For when she moved on top of me, sleepily, I thought: a giant ant lives inside her skin, ready to pop out any second devouring and I am frightened of her I cannot understand how it is, that we are all in such different bodies.

Girls in boarding schools, years with sadists, black leather  jackets worn self-consciously, men picked up on Greyhound  buses, one-night stands, Baltimore slums, New York and S.F. gay  bars, hashish smuggling out of Tangiers, sisters and brothers in their underwear (looking at each other, listening to grandmother snore in the next room), funerals, acid and mescaline, the first promise of an armed women’s nation, the coming together and the dropping away, days on the road, police in the night, taking over city hall in Oregon, planning the deals right, pimping on the side, code after code, a different language for everyone and everything—it is all true, and there are some who’d give large amounts for definite verification.
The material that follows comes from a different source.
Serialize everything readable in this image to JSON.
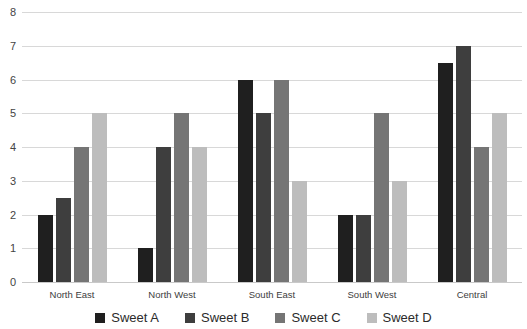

In a moment I will conjure Abby Riverfingers and Peggy Warren and the burden of inventing myself again will wear off, the story will begin. Peggy who is somewhere in Michigan or Minnesota, or was two weeks ago, making her way across to this coast; and Abby, one and one-half years distant, only letters in the space between San Fernando Valley and the Promised Land. Moments have passed, and I will make Abby reappear. It is as easy as this, a voice squeezed from black plastic keys, telling stories in bed. The hammering of myself into the background will seem to be over. This hammering, this background—the language of our getting older, the time of our being no longer children but young women, that is to say, forming into identifiable shapes, it is not simple. From time to time you will hear that faint tackety-tackety-tackety, like kids at summercamp, making bronze name plates in relief dot by dot: these are our lives, these are our lives, these are our lives.